Frequently, I mention how the Left uses anecdotes to try to dispel objective truths. For example, because some women are raped and conceive a child as a result, this means it should be legal to kill that child….they say. Well, now I am myself an anecdote disproving a falsehood. Funny how that works, huh?
Stuart writes about a research study which seems to indicate some correlation between autism and atheism:
Folk who are skilled in “mentalizing” – or as I would term it “Empathy” – are more likely to believe in God according to research reported in the National Post.
He writes:
There’s also the inference that as men are less empathetic than women this may explain why fewer men believe.
All of this brings up the rather fraught issue of being hard-wired to believe or disbelieve.
Could we posit that atheists are less empathetic? I ask this tongue-in-cheek.
Well, I have Asperger. I am not hard-wired for empathy. I don’t consider myself to be anything like a mind reader. But the Holy Trinity is not in any way limited to subjective assumptions about things, and so, I am drawn to the Trinity more so than to people precisely because of my Asperger, in my opinion. The Holy Trinity is the One I can depend on ultimately and completely.
Origen wrote:
There is therefore nothing created, nothing subject to another in the Trinity: nor is there anything that has been added as though it once had not existed, but had entered afterwards: therefore the Father has never been without the Son, nor the Son without the Spirit: and this same Trinity is immutable and unalterable forever (P.G., X, 986).
Immutable and unalterable forever. We are talking here about something that requires no guess work. Empathy, to me, is all guess work. (((shudder))) I hate guess work. Give me “immutable and unalterable forever” and I am ecstatic.

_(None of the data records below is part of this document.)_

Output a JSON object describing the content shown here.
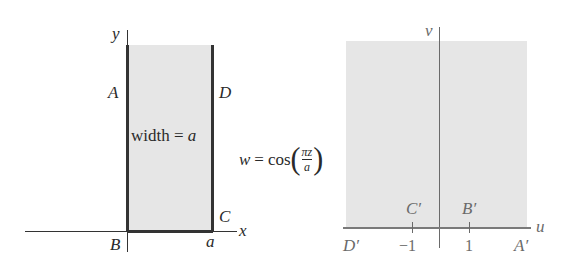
{
  "diagram": {
    "z_plane": {
      "axis_x_label": "x",
      "axis_y_label": "y",
      "points": {
        "A": "A",
        "B": "B",
        "C": "C",
        "D": "D"
      },
      "width_label_text": "width = ",
      "width_label_var": "a",
      "x_tick_label": "a",
      "region": "semi-infinite vertical strip 0 ≤ x ≤ a, y ≥ 0",
      "fill_color": "#e6e6e6",
      "boundary_color": "#333333"
    },
    "mapping": {
      "lhs": "w",
      "equals": "=",
      "func": "cos",
      "numerator": "πz",
      "denominator": "a",
      "open_paren": "(",
      "close_paren": ")"
    },
    "w_plane": {
      "axis_u_label": "u",
      "axis_v_label": "v",
      "points": {
        "A_prime": "A′",
        "B_prime": "B′",
        "C_prime": "C′",
        "D_prime": "D′"
      },
      "ticks": [
        "−1",
        "1"
      ],
      "region": "upper half-plane v ≥ 0",
      "fill_color": "#e6e6e6",
      "axis_color": "#6a6a6a",
      "boundary_color": "#7a7a7a"
    }
  }
}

God is very real. The Father is real. The Son is real. The Holy Spirit is real. I have experienced the Trinity in a very real way, and that is where I long to be. The way I treat people is a reaction to what I know about the Trinity. I am rather backward. We know, for example, that marriage was created by God so that mankind might come to know Him better. Marriage is a reflection of God’s love for humanity, and so, people learn about God through marriage. Me, I’m backwards. I learn about people through God. Cardinal Barragan is right that God’s image is in the mentally ill person. We are backwards people. Completely backwards. We are in God and we learn about people through God. Others learn about God through their relationships with people.

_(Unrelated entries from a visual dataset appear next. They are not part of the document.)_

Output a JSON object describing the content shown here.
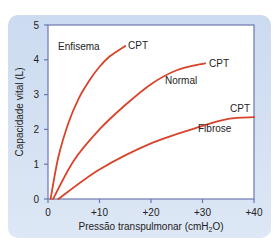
{
  "chart_data": {
    "type": "line",
    "title": "",
    "xlabel": "Pressão transpulmonar (cmH2O)",
    "xlabel_parts": {
      "pre": "Pressão transpulmonar (cmH",
      "sub": "2",
      "post": "O)"
    },
    "ylabel": "Capacidade vital (L)",
    "xlim": [
      0,
      40
    ],
    "ylim": [
      0,
      5
    ],
    "x_ticks": [
      "0",
      "+10",
      "+20",
      "+30",
      "+40"
    ],
    "y_ticks": [
      "0",
      "1",
      "2",
      "3",
      "4",
      "5"
    ],
    "grid": false,
    "legend": "inline labels",
    "series": [
      {
        "name": "Enfisema",
        "end_label": "CPT",
        "color": "#d9432b",
        "x": [
          0.5,
          2,
          4,
          6,
          8,
          10,
          12,
          15
        ],
        "y": [
          0,
          1.2,
          2.2,
          2.9,
          3.4,
          3.8,
          4.1,
          4.4
        ]
      },
      {
        "name": "Normal",
        "end_label": "CPT",
        "color": "#d9432b",
        "x": [
          1,
          5,
          10,
          15,
          20,
          25,
          30.5
        ],
        "y": [
          0,
          1.1,
          2.0,
          2.7,
          3.3,
          3.7,
          3.9
        ]
      },
      {
        "name": "Fibrose",
        "end_label": "CPT",
        "color": "#d9432b",
        "x": [
          2,
          10,
          20,
          30,
          35,
          40
        ],
        "y": [
          0,
          0.85,
          1.6,
          2.1,
          2.3,
          2.35
        ]
      }
    ]
  },
  "labels": {
    "enfisema": "Enfisema",
    "normal": "Normal",
    "fibrose": "Fibrose",
    "cpt": "CPT"
  },
  "colors": {
    "curve": "#d9432b",
    "axis": "#6a78b0",
    "panel": "#d6e2f3"
  }
}
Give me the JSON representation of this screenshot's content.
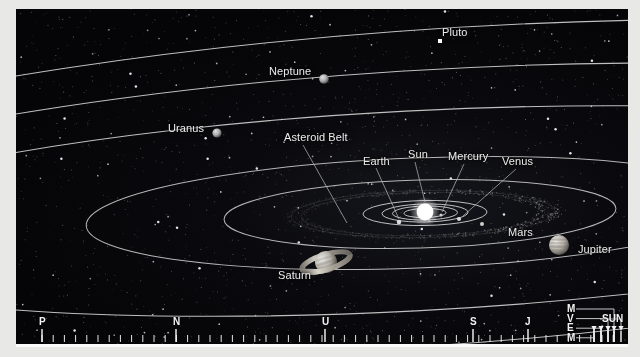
{
  "diagram": {
    "background_color": "#050507",
    "orbit_color": "#c9c9c9",
    "label_color": "#ececec",
    "frame_color": "#e8e8e6"
  },
  "bodies": [
    {
      "name": "Sun",
      "label": "Sun",
      "x": 409,
      "y": 203,
      "r": 8.5,
      "color": "#ffffff",
      "kind": "star"
    },
    {
      "name": "Mercury",
      "label": "Mercury",
      "x": 424,
      "y": 206,
      "r": 1.6,
      "color": "#cfcfcf",
      "kind": "planet"
    },
    {
      "name": "Venus",
      "label": "Venus",
      "x": 443,
      "y": 210,
      "r": 2.0,
      "color": "#d8d8d8",
      "kind": "planet"
    },
    {
      "name": "Earth",
      "label": "Earth",
      "x": 383,
      "y": 213,
      "r": 2.1,
      "color": "#d6d6d6",
      "kind": "planet"
    },
    {
      "name": "Mars",
      "label": "Mars",
      "x": 466,
      "y": 215,
      "r": 1.8,
      "color": "#cdcdcd",
      "kind": "planet"
    },
    {
      "name": "Jupiter",
      "label": "Jupiter",
      "x": 543,
      "y": 236,
      "r": 10.0,
      "color": "#b9b4ad",
      "kind": "planet"
    },
    {
      "name": "Saturn",
      "label": "Saturn",
      "x": 310,
      "y": 253,
      "r": 11.0,
      "color": "#bdb8ae",
      "kind": "ringed"
    },
    {
      "name": "Uranus",
      "label": "Uranus",
      "x": 201,
      "y": 124,
      "r": 4.6,
      "color": "#b3b3b3",
      "kind": "planet"
    },
    {
      "name": "Neptune",
      "label": "Neptune",
      "x": 308,
      "y": 70,
      "r": 4.6,
      "color": "#b0b0b0",
      "kind": "planet"
    },
    {
      "name": "Pluto",
      "label": "Pluto",
      "x": 424,
      "y": 32,
      "r": 2.0,
      "color": "#ffffff",
      "kind": "dwarf"
    }
  ],
  "features": [
    {
      "name": "Asteroid Belt",
      "label": "Asteroid Belt"
    }
  ],
  "labels": [
    {
      "key": "pluto",
      "text": "Pluto",
      "x": 426,
      "y": 18,
      "anchor": "left"
    },
    {
      "key": "neptune",
      "text": "Neptune",
      "x": 253,
      "y": 57,
      "anchor": "left"
    },
    {
      "key": "uranus",
      "text": "Uranus",
      "x": 152,
      "y": 114,
      "anchor": "left"
    },
    {
      "key": "asteroid_belt",
      "text": "Asteroid Belt",
      "x": 268,
      "y": 126,
      "anchor": "left"
    },
    {
      "key": "earth",
      "text": "Earth",
      "x": 347,
      "y": 150,
      "anchor": "left"
    },
    {
      "key": "sun",
      "text": "Sun",
      "x": 392,
      "y": 143,
      "anchor": "left"
    },
    {
      "key": "mercury",
      "text": "Mercury",
      "x": 433,
      "y": 145,
      "anchor": "left"
    },
    {
      "key": "venus",
      "text": "Venus",
      "x": 486,
      "y": 150,
      "anchor": "left"
    },
    {
      "key": "mars",
      "text": "Mars",
      "x": 492,
      "y": 221,
      "anchor": "left"
    },
    {
      "key": "jupiter",
      "text": "Jupiter",
      "x": 562,
      "y": 238,
      "anchor": "left"
    },
    {
      "key": "saturn",
      "text": "Saturn",
      "x": 262,
      "y": 264,
      "anchor": "left"
    }
  ],
  "scale": {
    "name": "distance-scale",
    "major_ticks": [
      {
        "label": "P",
        "x": 26,
        "tall": true
      },
      {
        "label": "N",
        "x": 160,
        "tall": true
      },
      {
        "label": "U",
        "x": 309,
        "tall": true
      },
      {
        "label": "S",
        "x": 457,
        "tall": true
      },
      {
        "label": "J",
        "x": 512,
        "tall": true
      },
      {
        "label": "M",
        "x": 578,
        "tall": true
      },
      {
        "label": "V",
        "x": 585,
        "tall": true
      },
      {
        "label": "E",
        "x": 592,
        "tall": true
      },
      {
        "label": "M",
        "x": 598,
        "tall": true
      },
      {
        "label": "SUN",
        "x": 611,
        "tall": true
      }
    ],
    "inner_stack_labels": [
      "M",
      "V",
      "E",
      "M"
    ],
    "sun_label": "SUN",
    "minor_tick_spacing": 11.2,
    "minor_tick_count": 52
  }
}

And so, no, it is not that people with Asperger are hard-wired to be atheists. People with mental disorder are hard-wired to be in the image of God and we have to learn to live in this world and relate to people as God expects us to do…because we love Him. Otherwise, we’re going to be in a horrible mess.
As Cardinal Barragan said, this is not a simple thing for folks to understand, particularly those who are not people of faith at all but see things through a secular lens.
It is true that the objective disorder of sin and its consequences are manifest in the mentally ill patient; however, at the same time, there is in him the historical equilibrium of the only possible order, the order and equilibrium of the Redemption.
This is not comprehensible to a secularized mentality; it is only understood within the context of Christian optimism, which stems from a reasoned faith that tells us how in such circumstances our obligations towards a mentally ill person, on one hand, satisfy our duty to see the suffering Christ in the poor and less protected; and on the other hand the idea of seeing in the patient the love of God who has indicated him as his chosen one, in the sense that he shall not be separated from Him.
He is therefore a proof of the crucified love of God. Hence, the best thing we can do is to give them a treatment of love. Since the mentally ill patient is also the image of the resurrected Christ, we have the obligation of being the “Good Samaritan,” that is, providing all that is necessary for his care.
I think that’s a fancy way of saying we’re backwards in a good way, don’t you?